Saturday (St Thomas Aquinas)

After breakfast we were taken to one of the places in the cathedral that is not open to the general public--All Saints' Chapel, accessible through a narrow and winding staircase on the south side of the choir. It dates from the fifteenth century, but the vestige of a Norman arch in one of the walls is a telltale sign of an earlier period in the cathedral's life and the very messily organic character of its physical development. There Canon Condry led us in a Bible study on the "road to Emmaus" text from Luke. It was rather more substantive and less manipulative than the three sessions we had previously experienced. Our after-the-break session, back in our accustomed conference center location (a site that was free for the construction of a conference center in the 1990s because the land had been cleared by a German bomb in the 1940s), was a presentation by Fr Christopher Irvine, Canon Librarian, on the role of the bishop in liturgy. It was quite well done. The ensuing discussion reminded me once again of the tremendous diversity of liturgical practice across the communion, and the broad range of assumptions that participants in a conference like this one bring.

At 1:30, those of us who had signed up reported for a 90 minute guided historical tour of the cathedral. Though that was about the right amount of time for my physical stamina, it only scratched the surface of my intellectual curiosity. The guide was rushed--we were up against the preparations for 3:15 Evensong and the sounds of a rehearsing choir--so I didn't ask most of the questions that came to me. A place like this is a challenge to a mind like mine, which appreciates consistent patterns and ordered progression. Architechturally, it is in many places rather like a striped tie on a plaid shirt. Conflicting forces across the centuries have left their artifacts, and those artifacts have mostly been allowed to remain, rarely ever "fixed," bearing ongoing silent witness to the mayhem that both human beings and nature can work, such that the whole place becomes a palimpsest of the history of Christianity in Britain. I know what I would do with much of it, but I don't expect I'll be given the chance!

Evensong was a combined effort of the cathedral choirs of Canterbury and Rochester (a neighboring diocese sometime referred to as a "church plant" from Canterbury, having been founded some eight years later, that is, in 605!), which translates to about sixty voices. There were lots of visitors from the Friends of Choral Music and, of all places, Brigham Young University; hence, the entire choir and the area between the choir and the High Altar, were full. The music, as one might imagine, was "big"-- the Howells "St Paul's Service" and an anthem by Elgar. We even sang one of my favorite hymns, "How shall I sing that majesty...?" (Tune: Coe Fen). But would it have killed those boys to learn the descant? :--)

More wandering around town, pretty much just for that sake of exercise, during the late afternoon. No street here is anything resembling straight, of course, and even though I have what I believe is a better than average internal compass, it takes me barely any time at all to get completely disoriented. The saving grace of Canterbury, however, is that one is never very many steps away from a view of the cathedral tower, so you at least have an idea which way you need to turn at the next opportunity. My ambulation this afternoon included a fairly long stretch along the top of the old city wall, some of which dates back to Roman times. Every few yards there is a turret where an archer with a crossbow undoubtedly once crouched. Now, of course, you can look through those turrets and see an auto dealer or a supermarket or a bus stop, with traffic whizzing by (on the wrong side of the street, no less; I don't understand why there aren't more accidents).

After dinner, we had the most incredible experience. Canon Condry took us back into the church, which by this time was closed to the public, cleared of everyone but us. Only a few strategically placed lights were on (and candles limit). We gathered for prayer at the west end, where medieval pilgrims would have entered. I cannot begin to tell you what it was like to have the place, in effect, to ourselves, with Ed providing not so much an historical commentary as a spiritual commentary on this place of pilgrimage. We moved up the center aisle of the nave to the Compass Rose installed in the floor, symbolizing the worldwide and omnidirectional reach of the Anglican Commmunion. We stood in prayerful silence in the place where Thomas Becket was murdered on December 29, 1170. We walked down into the crypt, with its various chapels and its vaulted ceiling that was constructed in the early eleventh century, and the faded residue of what once once vivid polychrome paint that adorned the entire area. Finally, we gathered where normal visitors are not allowed to walk, holding lit candles and forming a circle around the single candle on the floor that burns perpetually on the spot where the shrine to St Thomas Becket once stood, and only a few feet away from the Throne of St Augustine, the sign of the ministry of the See of Canterbury that binds the Anglican Communion together. There, at a spot where the stone was literally indented by the knees of 300 years of kneeling pilgrims, we prayed the Our Father together, each in our own language. What more can I say?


(Exercise requirements):
Your task is to write out every line of the data exactly. Drop the pictures.

Data tied to figure images

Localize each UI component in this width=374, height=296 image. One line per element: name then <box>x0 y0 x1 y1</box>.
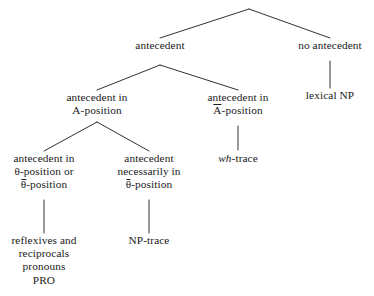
node-antecedent-in-a-position: antecedent in A-position <box>66 91 127 117</box>
node-reflexives-line4: PRO <box>11 274 76 287</box>
node-antecedent: antecedent <box>135 39 184 52</box>
node-antecedent-theta-line3: θ-position <box>13 178 74 191</box>
node-reflexives-line2: reciprocals <box>11 247 76 260</box>
node-antecedent-necessarily-line3: θ-position <box>117 178 180 191</box>
edge-a-position-theta-or-thetabar <box>44 122 97 151</box>
abar-position-suffix: -position <box>222 104 263 116</box>
node-wh-trace: wh-trace <box>218 152 258 165</box>
a-bar-glyph: A <box>213 104 221 117</box>
node-lexical-np-label: lexical NP <box>306 89 354 102</box>
edge-a-position-necessarily-thetabar <box>97 122 149 151</box>
node-antecedent-theta-line1: antecedent in <box>13 152 74 165</box>
node-reflexives-group: reflexives and reciprocals pronouns PRO <box>11 234 76 287</box>
node-antecedent-in-abar-position-line1: antecedent in <box>207 91 268 104</box>
edge-antecedent-a-position <box>97 65 160 90</box>
theta-bar-glyph-2: θ <box>126 178 132 191</box>
thetabar-position-suffix: -position <box>26 178 67 190</box>
node-antecedent-necessarily-line2: necessarily in <box>117 165 180 178</box>
edge-root-antecedent <box>160 9 249 38</box>
thetabar-position-suffix-2: -position <box>131 178 172 190</box>
node-antecedent-theta-or-thetabar: antecedent in θ-position or θ-position <box>13 152 74 192</box>
node-antecedent-in-abar-position-line2: A-position <box>207 104 268 117</box>
node-antecedent-necessarily-thetabar: antecedent necessarily in θ-position <box>117 152 180 192</box>
edge-root-no-antecedent <box>249 9 330 38</box>
node-np-trace-label: NP-trace <box>129 234 170 247</box>
edge-antecedent-abar-position <box>160 65 238 90</box>
theta-bar-glyph: θ <box>21 178 27 191</box>
node-antecedent-label: antecedent <box>135 39 184 52</box>
node-antecedent-necessarily-line1: antecedent <box>117 152 180 165</box>
node-no-antecedent-label: no antecedent <box>298 39 362 52</box>
tree-diagram: antecedent no antecedent antecedent in A… <box>0 0 374 296</box>
node-reflexives-line3: pronouns <box>11 260 76 273</box>
wh-italic-part: wh <box>218 152 231 164</box>
node-antecedent-in-abar-position: antecedent in A-position <box>207 91 268 117</box>
node-lexical-np: lexical NP <box>306 89 354 102</box>
node-no-antecedent: no antecedent <box>298 39 362 52</box>
node-antecedent-in-a-position-line1: antecedent in <box>66 91 127 104</box>
node-antecedent-theta-line2: θ-position or <box>13 165 74 178</box>
node-antecedent-in-a-position-line2: A-position <box>66 104 127 117</box>
node-reflexives-line1: reflexives and <box>11 234 76 247</box>
node-np-trace: NP-trace <box>129 234 170 247</box>
wh-trace-roman-part: -trace <box>232 152 258 164</box>
node-wh-trace-label: wh-trace <box>218 152 258 165</box>
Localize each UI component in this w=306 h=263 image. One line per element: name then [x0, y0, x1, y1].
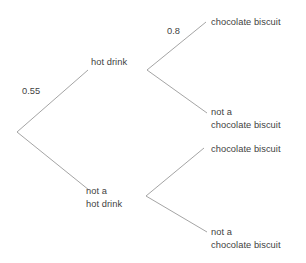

(Completed exercise):
Localize each UI component in this width=374, height=296 image. One line per element: name then <box>x0 y0 x1 y1</box>.
node-antecedent-in-a-position: antecedent in A-position <box>66 91 127 117</box>
node-reflexives-line4: PRO <box>11 274 76 287</box>
node-antecedent: antecedent <box>135 39 184 52</box>
node-antecedent-theta-line3: θ-position <box>13 178 74 191</box>
node-reflexives-line2: reciprocals <box>11 247 76 260</box>
node-antecedent-necessarily-line3: θ-position <box>117 178 180 191</box>
edge-a-position-theta-or-thetabar <box>44 122 97 151</box>
abar-position-suffix: -position <box>222 104 263 116</box>
node-wh-trace: wh-trace <box>218 152 258 165</box>
a-bar-glyph: A <box>213 104 221 117</box>
node-lexical-np-label: lexical NP <box>306 89 354 102</box>
edge-a-position-necessarily-thetabar <box>97 122 149 151</box>
node-antecedent-theta-line1: antecedent in <box>13 152 74 165</box>
node-reflexives-group: reflexives and reciprocals pronouns PRO <box>11 234 76 287</box>
node-antecedent-in-abar-position-line1: antecedent in <box>207 91 268 104</box>
edge-antecedent-a-position <box>97 65 160 90</box>
theta-bar-glyph-2: θ <box>126 178 132 191</box>
thetabar-position-suffix: -position <box>26 178 67 190</box>
node-antecedent-necessarily-line2: necessarily in <box>117 165 180 178</box>
edge-root-antecedent <box>160 9 249 38</box>
thetabar-position-suffix-2: -position <box>131 178 172 190</box>
node-antecedent-theta-or-thetabar: antecedent in θ-position or θ-position <box>13 152 74 192</box>
node-antecedent-in-abar-position-line2: A-position <box>207 104 268 117</box>
node-antecedent-necessarily-thetabar: antecedent necessarily in θ-position <box>117 152 180 192</box>
edge-root-no-antecedent <box>249 9 330 38</box>
node-np-trace-label: NP-trace <box>129 234 170 247</box>
edge-antecedent-abar-position <box>160 65 238 90</box>
theta-bar-glyph: θ <box>21 178 27 191</box>
node-antecedent-label: antecedent <box>135 39 184 52</box>
node-antecedent-necessarily-line1: antecedent <box>117 152 180 165</box>
node-no-antecedent-label: no antecedent <box>298 39 362 52</box>
tree-diagram: antecedent no antecedent antecedent in A… <box>0 0 374 296</box>
node-reflexives-line3: pronouns <box>11 260 76 273</box>
wh-italic-part: wh <box>218 152 231 164</box>
node-antecedent-in-abar-position: antecedent in A-position <box>207 91 268 117</box>
node-lexical-np: lexical NP <box>306 89 354 102</box>
node-no-antecedent: no antecedent <box>298 39 362 52</box>
node-antecedent-in-a-position-line1: antecedent in <box>66 91 127 104</box>
node-antecedent-theta-line2: θ-position or <box>13 165 74 178</box>
node-antecedent-in-a-position-line2: A-position <box>66 104 127 117</box>
node-reflexives-line1: reflexives and <box>11 234 76 247</box>
node-np-trace: NP-trace <box>129 234 170 247</box>
wh-trace-roman-part: -trace <box>232 152 258 164</box>
node-wh-trace-label: wh-trace <box>218 152 258 165</box>
Localize each UI component in this w=306 h=263 image. One line per element: name then [x0, y0, x1, y1].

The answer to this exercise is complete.